Sunday, January 11, 2015

Town without wi-fi draws people sensitive to electronics – and the locals hate them


Town without wi-fi draws people sensitive to electronics – and the locals hate them

Tom Boggioni
04 JAN 2015 AT 22:19 ET                   


 Woman experiencing head pain (Shutterstock)
Woman experiencing head pain (Shutterstock)

A town situated in the middle of a National Radio Quiet Zone has become a magnet for people claiming to be sensitive to electromagnetic frequencies from devices like cell phones and wireless routers, much to the dismay of the locals, reports The Washingtonian.

Green Bank, West Virginia, is home to the Robert C. Byrd Green Bank Telescope — one of the largest radio telescopes in the world, — which requires electromagnetic silence every hour of every day in order to function properly. The GBT is one of nine such telescopes situated in the 13,000-square-mile ‘radio free’ zone, established in 1958 by the Federal Communications Commission.
Radio telescopes differ from ‘ocular’ ones, displaying electromagnetic radiation coming off of planets or other celestial bodies and allowing scientists to study regions of space where light can’t reach. In recent years, the telescopes have been used to track NASA’s Cassini probe to Saturn’s moon and to examine Mercury’s molten core. The telescopes in the Green Bank area are so popular that the the GBT observatory is four times oversubscribed by scientists from around the world researching projects.

Due to their high sensitivity, radio telescopes require complete ‘silence,’ meaning that everything from AM radio broadcasts to cell phones and Wi-Fi are banned by state law. Even cars powered by gasoline are banned on the observatory grounds because the engine’s spark plugs give off interfering radiation.

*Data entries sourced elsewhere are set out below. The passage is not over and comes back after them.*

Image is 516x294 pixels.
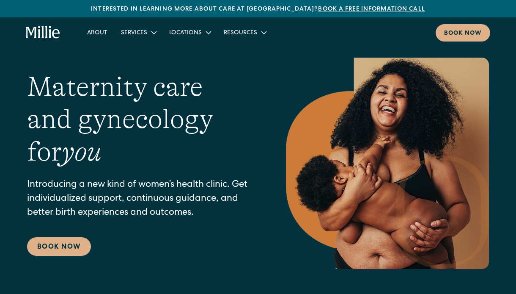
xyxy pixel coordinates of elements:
div: Book now [444,29,482,38]
a: home [26,26,60,39]
div: Locations [169,29,202,38]
h1: Maternity care and gynecology for [27,71,252,168]
div: Resources [217,25,272,39]
a: About [80,25,114,39]
div: Locations [162,25,217,39]
div: Resources [224,29,257,38]
p: Introducing a new kind of women’s health clinic. Get individualized support, continuous guidance,... [27,178,252,220]
div: Services [121,29,147,38]
img: Smiling mother with her baby in arms, celebrating body positivity and the nurturing bond of postp... [286,58,489,269]
a: Book now [436,24,490,41]
em: you [62,136,102,167]
a: Book Now [27,237,91,255]
div: Services [114,25,162,39]
a: Book a free information call [318,6,425,12]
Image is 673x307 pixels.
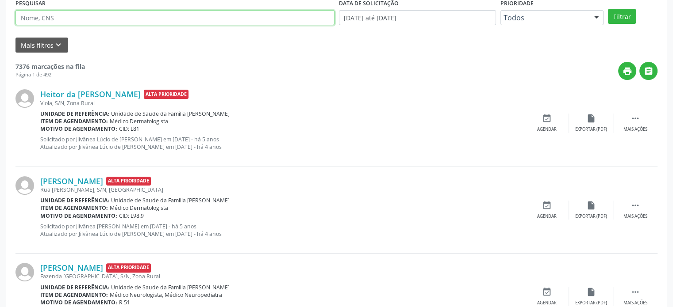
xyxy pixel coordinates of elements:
i:  [630,287,640,297]
button: print [618,62,636,80]
div: Viola, S/N, Zona Rural [40,100,525,107]
a: Heitor da [PERSON_NAME] [40,89,141,99]
i:  [630,114,640,123]
p: Solicitado por Jilvânea [PERSON_NAME] em [DATE] - há 5 anos Atualizado por Jilvânea Lúcio de [PER... [40,223,525,238]
div: Mais ações [623,126,647,133]
span: Unidade de Saude da Familia [PERSON_NAME] [111,284,230,291]
i: insert_drive_file [586,287,596,297]
img: img [15,263,34,282]
b: Motivo de agendamento: [40,299,117,306]
span: R 51 [119,299,130,306]
b: Item de agendamento: [40,118,108,125]
a: [PERSON_NAME] [40,263,103,273]
i: keyboard_arrow_down [54,40,63,50]
span: Alta Prioridade [106,264,151,273]
div: Página 1 de 492 [15,71,85,79]
a: [PERSON_NAME] [40,176,103,186]
span: Médico Neurologista, Médico Neuropediatra [110,291,222,299]
img: img [15,176,34,195]
input: Selecione um intervalo [339,10,496,25]
i: event_available [542,201,552,211]
strong: 7376 marcações na fila [15,62,85,71]
b: Unidade de referência: [40,197,109,204]
i: event_available [542,114,552,123]
div: Mais ações [623,214,647,220]
button:  [639,62,657,80]
span: Unidade de Saude da Familia [PERSON_NAME] [111,110,230,118]
i: event_available [542,287,552,297]
button: Filtrar [608,9,636,24]
button: Mais filtroskeyboard_arrow_down [15,38,68,53]
div: Agendar [537,214,556,220]
i: print [622,66,632,76]
b: Item de agendamento: [40,204,108,212]
input: Nome, CNS [15,10,334,25]
b: Item de agendamento: [40,291,108,299]
div: Rua [PERSON_NAME], S/N, [GEOGRAPHIC_DATA] [40,186,525,194]
div: Mais ações [623,300,647,306]
div: Exportar (PDF) [575,126,607,133]
div: Exportar (PDF) [575,300,607,306]
b: Motivo de agendamento: [40,212,117,220]
img: img [15,89,34,108]
span: CID: L98.9 [119,212,144,220]
span: CID: L81 [119,125,139,133]
div: Exportar (PDF) [575,214,607,220]
i: insert_drive_file [586,201,596,211]
div: Agendar [537,300,556,306]
i:  [644,66,653,76]
div: Agendar [537,126,556,133]
i:  [630,201,640,211]
i: insert_drive_file [586,114,596,123]
span: Alta Prioridade [106,177,151,186]
span: Médico Dermatologista [110,204,168,212]
span: Todos [503,13,586,22]
span: Médico Dermatologista [110,118,168,125]
span: Alta Prioridade [144,90,188,99]
b: Motivo de agendamento: [40,125,117,133]
b: Unidade de referência: [40,110,109,118]
span: Unidade de Saude da Familia [PERSON_NAME] [111,197,230,204]
p: Solicitado por Jilvânea Lúcio de [PERSON_NAME] em [DATE] - há 5 anos Atualizado por Jilvânea Lúci... [40,136,525,151]
b: Unidade de referência: [40,284,109,291]
div: Fazenda [GEOGRAPHIC_DATA], S/N, Zona Rural [40,273,525,280]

Because of this, people living in the area are limited to land-line phones and wired internet, which locals call “sloooow.” Because there are no cell phone towers, travelers passing through the region are unable to use their cell phones, but the town of 143 does maintain a single outdoor pay phone for emergencies.

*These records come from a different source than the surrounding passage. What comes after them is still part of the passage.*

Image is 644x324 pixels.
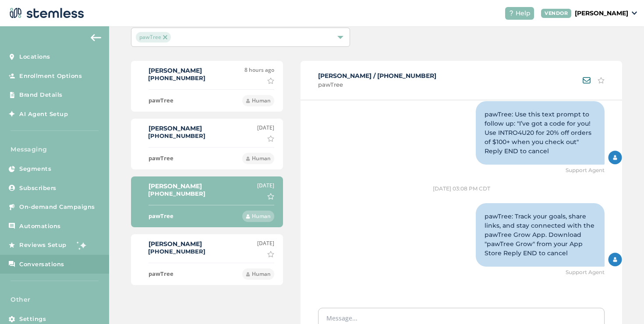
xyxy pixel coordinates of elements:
[566,269,605,277] span: Support Agent
[19,53,50,61] span: Locations
[575,9,629,18] p: [PERSON_NAME]
[252,155,271,163] span: Human
[149,126,206,131] label: [PERSON_NAME]
[148,74,206,82] label: [PHONE_NUMBER]
[541,9,572,18] div: VENDOR
[148,132,206,139] label: [PHONE_NUMBER]
[7,4,84,22] img: logo-dark-0685b13c.svg
[19,184,56,193] span: Subscribers
[19,90,63,99] span: Brand Details
[252,212,271,220] span: Human
[149,96,174,105] label: pawTree
[632,12,637,15] img: icon_down-arrow-small-66adaf34.svg
[318,80,437,89] span: pawTree
[433,185,491,193] label: [DATE] 03:08 PM CDT
[257,182,275,190] label: [DATE]
[485,110,591,155] span: pawTree: Use this text prompt to follow up: "I’ve got a code for you! Use INTRO4U20 for 20% off o...
[566,166,605,174] span: Support Agent
[516,9,531,18] span: Help
[19,165,51,174] span: Segments
[148,248,206,255] label: [PHONE_NUMBER]
[148,190,206,197] label: [PHONE_NUMBER]
[19,222,61,231] span: Automations
[19,72,82,80] span: Enrollment Options
[149,183,206,189] label: [PERSON_NAME]
[257,124,275,132] label: [DATE]
[245,66,275,74] label: 8 hours ago
[149,154,174,163] label: pawTree
[19,241,66,250] span: Reviews Setup
[608,151,622,165] img: Agent Icon
[485,212,595,257] span: pawTree: Track your goals, share links, and stay connected with the pawTree Grow App. Download "p...
[19,110,68,119] span: AI Agent Setup
[509,10,514,16] img: icon-help-white-03924b79.svg
[19,203,95,212] span: On-demand Campaigns
[91,34,101,41] img: icon-arrow-back-accent-c549486e.svg
[73,236,91,254] img: glitter-stars-b7820f95.gif
[136,32,171,42] span: pawTree
[252,97,271,104] span: Human
[257,239,275,247] label: [DATE]
[149,67,206,74] label: [PERSON_NAME]
[149,241,206,247] label: [PERSON_NAME]
[19,261,64,269] span: Conversations
[318,72,437,89] div: [PERSON_NAME] / [PHONE_NUMBER]
[19,315,46,324] span: Settings
[149,212,174,221] label: pawTree
[163,35,167,39] img: icon-close-accent-8a337256.svg
[608,252,622,267] img: Agent Icon
[149,270,174,279] label: pawTree
[252,270,271,278] span: Human
[600,282,644,324] iframe: Chat Widget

Since the community is free of electromagnetic frequencies, sufferers of electromagnetic hypersensitivity (EHS) — who identify themselves as ‘electrosensitives’  — have begun to move into the area in search of relief.

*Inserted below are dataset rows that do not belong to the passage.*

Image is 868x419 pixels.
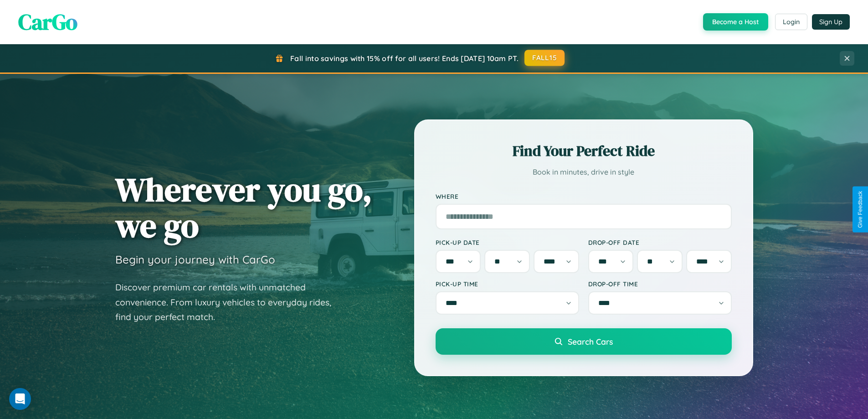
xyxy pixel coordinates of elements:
h1: Wherever you go, we go [115,172,373,243]
h3: Begin your journey with CarGo [115,253,275,267]
p: Book in minutes, drive in style [435,165,732,178]
span: Search Cars [568,336,613,347]
label: Pick-up Time [435,280,579,288]
div: Open Intercom Messenger [9,388,31,411]
label: Where [435,193,732,200]
label: Pick-up Date [435,239,579,246]
label: Drop-off Date [588,239,732,246]
h2: Find Your Perfect Ride [435,141,732,161]
span: Fall into savings with 15% off for all users! Ends [DATE] 10am PT. [290,54,519,63]
button: Become a Host [704,13,769,31]
button: FALL15 [525,50,565,66]
button: Search Cars [435,329,732,355]
button: Sign Up [813,14,850,30]
button: Login [775,14,808,30]
p: Discover premium car rentals with unmatched convenience. From luxury vehicles to everyday rides, ... [115,280,343,325]
div: Give Feedback [858,192,864,228]
label: Drop-off Time [588,280,732,288]
span: CarGo [18,7,78,37]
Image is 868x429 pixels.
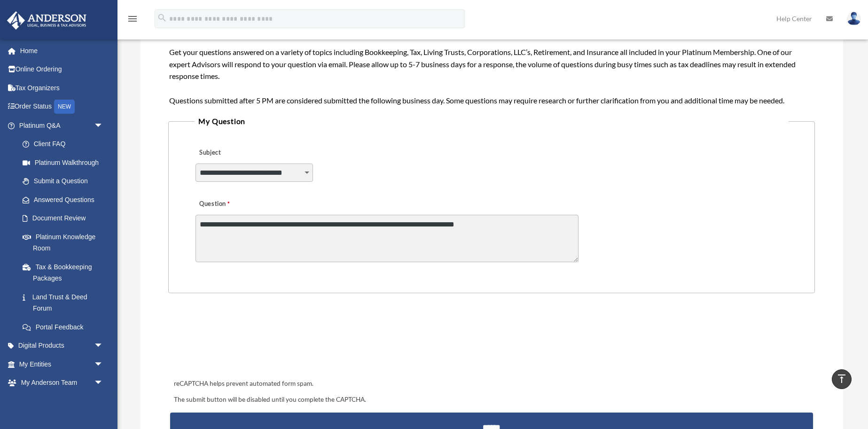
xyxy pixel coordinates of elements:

Monique Grimes, moved to Green Bank from Florida after suffering debilitating pain after moving into a St. Petersburg apartment. According to Grimes, she suffered from nausea, fatigue, ringing in her left ear all at once, and had no idea why.

“I was trying to come up with every excuse in the world for what was happening to me,” Grimes said. “Moving is stressful, but the symptoms just kept piling on.”

Grimes said she saw an internist, a neurologist, and then a psychiatrist, but still received no explanation.

“If we can’t test it,” one said, “it doesn’t exist.”

Frustrated, she began poking around online and soon remembered reading an article about the potentially deleterious health effects of the new “smart” electricity meters that send customers’ usage data back to the utility over wireless signals.

Grimes discovered her building had 17 of them.

Eventually Grimes found herself moving to Green Bank, where she was followed by others, only to find the locals less than thrilled by the influx of more than two dozen EHS sufferers in the tiny town.
“There have been some rough spots in dealing with other members of the community,” said Sheriff David Jonese, whose Pocahontas County department has been called in several times to mediate disputes between locals and newcomers. “They want everybody in the stores and restaurants to change their lighting or turn their lights off when they’re there, which creates some issues.”

Diane Schou and her husband left their Iowa farm to escape the radio waves, explaining that she had once been forced to live for months in a Faraday cage: a wood-framed box with metal meshing that blocks out cell signals.

Moving to Green Bank was a culture shock, Schou said, “If you want to have Starbucks and shopping malls, you won’t survive here.”

After buying and rewiring a home in the community, Schou states she has had her share of run-ins with the locals.

Schou says that when she tried to get the local church to uninstall its fluorescent lights, which electrosensitives find excruciating, one local grew angry with her and pushed her before storming out.
Schou also asked the church not to use its wireless microphones and told people to stop using their cell phones as cameras around her.

“Some people started to deliberately expose me just to harm me,” she says.

One resident, Arnie Stewart, saw things a different way, inviting an EHS sufferer to a club meeting earlier this year to explain her disease.

“She was presenting her case, and about ten minutes later she came up to me and says, ‘Arnie, someone has a cell phone on in here,’ ” Stewart recalled, noting that he saw the woman’s hands redden and her wrists swell.

He asked the room if anyone had a phone powered up. “And this one guy very sheepishly said, ‘Oh, I do have one, and it’s on.’ That was his test, and she passed it. When that happened, everyone snapped to and listened.”